At work today there was the finish touches being put to the new construction work downstairs. We just had a new office fitted where the undercover parking used to be (the new company call center/tech support area), new facures put onto the stairs leading to the upper level (thank god, no more catching my feet going up the stairs and making a fool out of myself), and two more offices downstairs had just been refurbished (my office and my supervisor’s office), so, of course, they had to be painted and the stairs had to be varnished.

Of course! So simple! No problem! Let’s do it in the middle of a busy work day!

Wrong…so wrong.

I first noticed it about half way through my morning. Stopped in the middle of the network layout diagram I was making to question myself; “What the hell is that smell?” Soon afterwards I learned that the stairs up to my office level were being varnished. “Funnnn,” thought I, “this kind of thing can’t be doing the server or my brain much good.” Around 15 minutes later the headache started. Ergh…just what I neeed. Soon afterwards I was finding it hard to focus and and forgetting what I was doing in the middle of doing it. the new call centre downstairs, already occupied by our call centre staff, was my main port of call that day for trouble-shooting and overall tasks as I hooked each of them into the network and remade their network shares nad re-mapped their network drives and got them back onto the net.
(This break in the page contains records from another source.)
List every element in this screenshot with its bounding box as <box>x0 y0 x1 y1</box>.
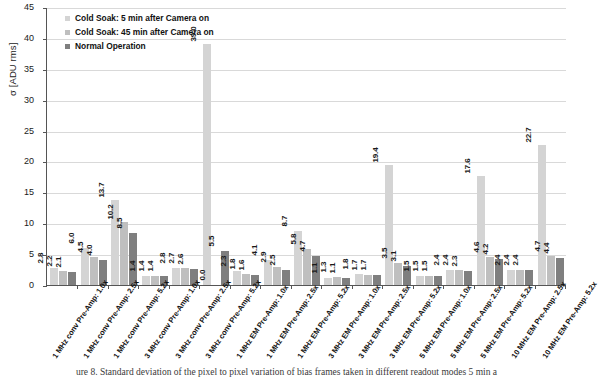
y-tick-mark <box>43 224 47 225</box>
bar-value-label: 4.0 <box>95 254 103 265</box>
bar-value-label: 2.4 <box>521 264 529 275</box>
y-tick-label: 10 <box>8 219 34 228</box>
legend-label: Cold Soak: 5 min after Camera on <box>75 13 209 25</box>
x-tick-mark <box>291 285 292 289</box>
bar-value-label: 2.6 <box>186 263 194 274</box>
bar-value-label: 4.4 <box>552 251 560 262</box>
x-axis-labels: 1 MHz conv Pre-Amp: 1.0x1 MHz conv Pre-A… <box>46 292 566 360</box>
x-axis-label: 3 MHz conv Pre-Amp: 5.2x <box>204 278 263 360</box>
y-tick-mark <box>43 286 47 287</box>
bar-value-label: 19.4 <box>381 157 389 172</box>
bar[interactable]: 2.1 <box>68 272 76 285</box>
bar-group: 22.74.74.4 <box>536 8 566 285</box>
legend-item[interactable]: Normal Operation <box>65 41 214 53</box>
bar-group: 8.75.84.7 <box>292 8 322 285</box>
x-axis-label: 3 MHz conv Pre-Amp: 2.5x <box>173 278 232 360</box>
x-axis-label: 1 MHz conv Pre-Amp: 2.5x <box>81 278 140 360</box>
bar-value-label: 8.5 <box>125 226 133 237</box>
bar-group: 2.42.42.4 <box>505 8 535 285</box>
bar[interactable]: 39.0 <box>203 44 211 285</box>
bar-value-label: 17.6 <box>473 168 481 183</box>
bar-group: 17.64.64.2 <box>475 8 505 285</box>
x-axis-label: 1 MHz conv Pre-Amp: 1.0x <box>51 278 110 360</box>
x-axis-label: 1 MHz EM Pre-Amp: 2.5x <box>265 283 321 360</box>
legend-swatch-icon <box>65 44 70 49</box>
x-axis-label: 1 MHz conv Pre-Amp: 5.2x <box>112 278 171 360</box>
bar-value-label: 0.0 <box>208 279 216 290</box>
x-tick-mark <box>321 285 322 289</box>
y-tick-label: 25 <box>8 127 34 136</box>
figure-caption: ure 8. Standard deviation of the pixel t… <box>0 366 573 378</box>
x-tick-mark <box>535 285 536 289</box>
x-axis-label: 10 MHz EM Pre-Amp: 2.5x <box>510 280 568 360</box>
bar[interactable]: 22.7 <box>538 145 546 285</box>
y-tick-label: 45 <box>8 3 34 12</box>
legend-swatch-icon <box>65 16 70 21</box>
y-tick-mark <box>43 8 47 9</box>
x-axis-label: 3 MHz conv Pre-Amp: 1.0x <box>143 278 202 360</box>
y-axis-title: σ [ADU rms] <box>7 0 18 96</box>
bar[interactable]: 17.6 <box>477 176 485 285</box>
bar-value-label: 1.4 <box>138 270 146 281</box>
y-tick-label: 20 <box>8 157 34 166</box>
bar-value-label: 1.7 <box>369 268 377 279</box>
y-tick-label: 15 <box>8 188 34 197</box>
x-axis-label: 5 MHz EM Pre-Amp: 1.0x <box>418 283 474 360</box>
bar-value-label: 1.5 <box>430 269 438 280</box>
chart-legend: Cold Soak: 5 min after Camera onCold Soa… <box>65 13 214 55</box>
bar-value-label: 5.5 <box>217 245 225 256</box>
y-tick-label: 30 <box>8 96 34 105</box>
bar-group: 2.42.42.3 <box>444 8 474 285</box>
x-tick-mark <box>352 285 353 289</box>
y-tick-mark <box>43 101 47 102</box>
legend-label: Normal Operation <box>75 41 146 53</box>
x-axis-label: 3 MHz EM Pre-Amp: 1.0x <box>326 283 382 360</box>
y-tick-mark <box>43 39 47 40</box>
bar-value-label: 2.3 <box>460 264 468 275</box>
bar-value-label: 1.1 <box>338 272 346 283</box>
y-tick-label: 5 <box>8 250 34 259</box>
bar-group: 4.12.92.5 <box>261 8 291 285</box>
y-tick-mark <box>43 70 47 71</box>
bar-value-label: 1.4 <box>147 270 155 281</box>
y-tick-label: 0 <box>8 281 34 290</box>
x-tick-mark <box>77 285 78 289</box>
legend-swatch-icon <box>65 30 70 35</box>
x-axis-label: 3 MHz EM Pre-Amp: 2.5x <box>357 283 413 360</box>
bar-value-label: 4.7 <box>308 250 316 261</box>
x-tick-mark <box>413 285 414 289</box>
x-axis-label: 5 MHz EM Pre-Amp: 5.2x <box>479 283 535 360</box>
bar-value-label: 1.1 <box>320 272 328 283</box>
y-tick-mark <box>43 132 47 133</box>
legend-item[interactable]: Cold Soak: 5 min after Camera on <box>65 13 214 25</box>
bar-value-label: 22.7 <box>534 136 542 151</box>
y-tick-label: 35 <box>8 65 34 74</box>
legend-label: Cold Soak: 45 min after Camera on <box>75 27 214 39</box>
x-axis-label: 10 MHz EM Pre-Amp: 5.2x <box>540 280 598 360</box>
bar-value-label: 2.1 <box>64 266 72 277</box>
bar-group: 1.51.51.5 <box>414 8 444 285</box>
x-tick-mark <box>474 285 475 289</box>
legend-item[interactable]: Cold Soak: 45 min after Camera on <box>65 27 214 39</box>
y-tick-label: 40 <box>8 34 34 43</box>
y-tick-mark <box>43 162 47 163</box>
bar-value-label: 2.5 <box>278 263 286 274</box>
bar-group: 19.43.53.1 <box>383 8 413 285</box>
plot-area: 051015202530354045 2.82.22.16.04.54.013.… <box>46 8 566 286</box>
y-tick-mark <box>43 193 47 194</box>
bar-group: 1.11.31.1 <box>322 8 352 285</box>
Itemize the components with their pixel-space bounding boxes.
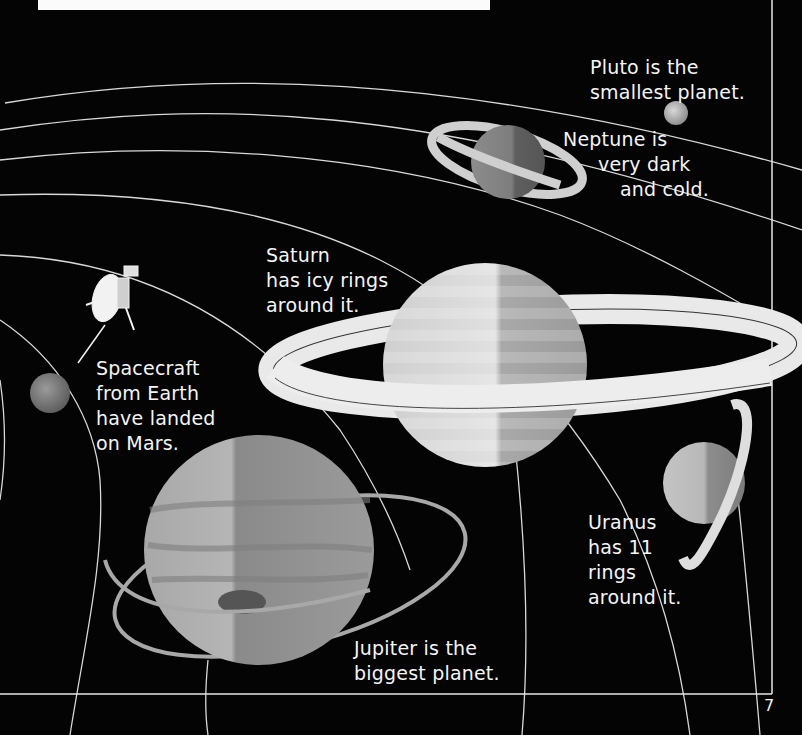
neptune-caption-line2: very dark [598,152,690,177]
neptune-caption-line3: and cold. [620,177,709,202]
uranus-caption: Uranus has 11 rings around it. [588,510,682,610]
spacecraft-caption: Spacecraft from Earth have landed on Mar… [96,356,216,456]
pluto-caption: Pluto is the smallest planet. [590,55,745,105]
mars-icon [30,373,70,413]
saturn-caption: Saturn has icy rings around it. [266,243,388,318]
spacecraft-icon [78,266,138,363]
jupiter-caption: Jupiter is the biggest planet. [354,636,500,686]
page-number: 7 [764,696,774,715]
neptune-caption-line1: Neptune is [563,127,667,152]
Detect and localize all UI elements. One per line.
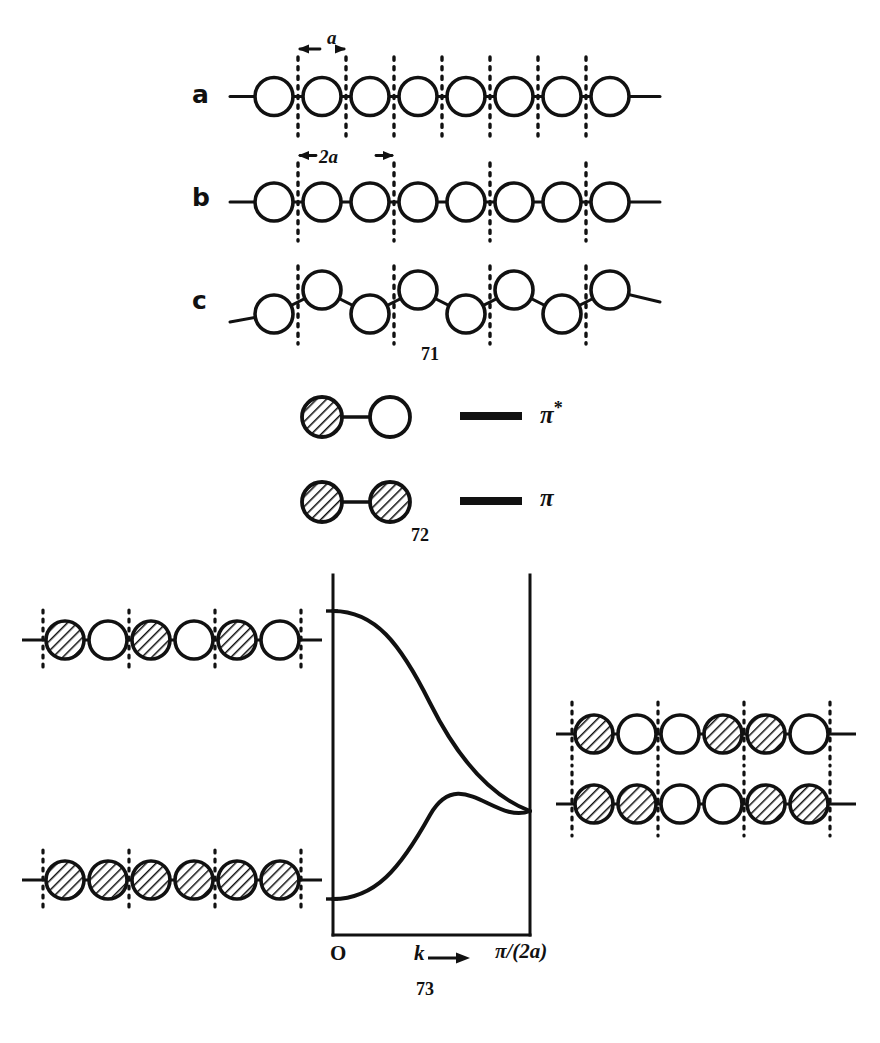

It was also the main port of call of the fumes, since all four walls and the ceiling were freshly painted. it was a 30 minute job on each of the 4 computers, and I had to do it at 5-minute burts with a 5 minute break in between each one. It was that or throw up onto the computers. So the headache and the nausea followed me all day at work. Wherever I went, there they were, even out in the cavernous warehouse that is our dispatch section. by the end of the day I was delerious and kind of glad to be going home where there weren’t such fumes. Even now as I write this, every time my heart beats the world spins. Not a fun feeling people, I can tell you now.

On the plus side: I got alot of stuff done at work today…really accomplished alot.

On the negative: I can’t remember what any of it is.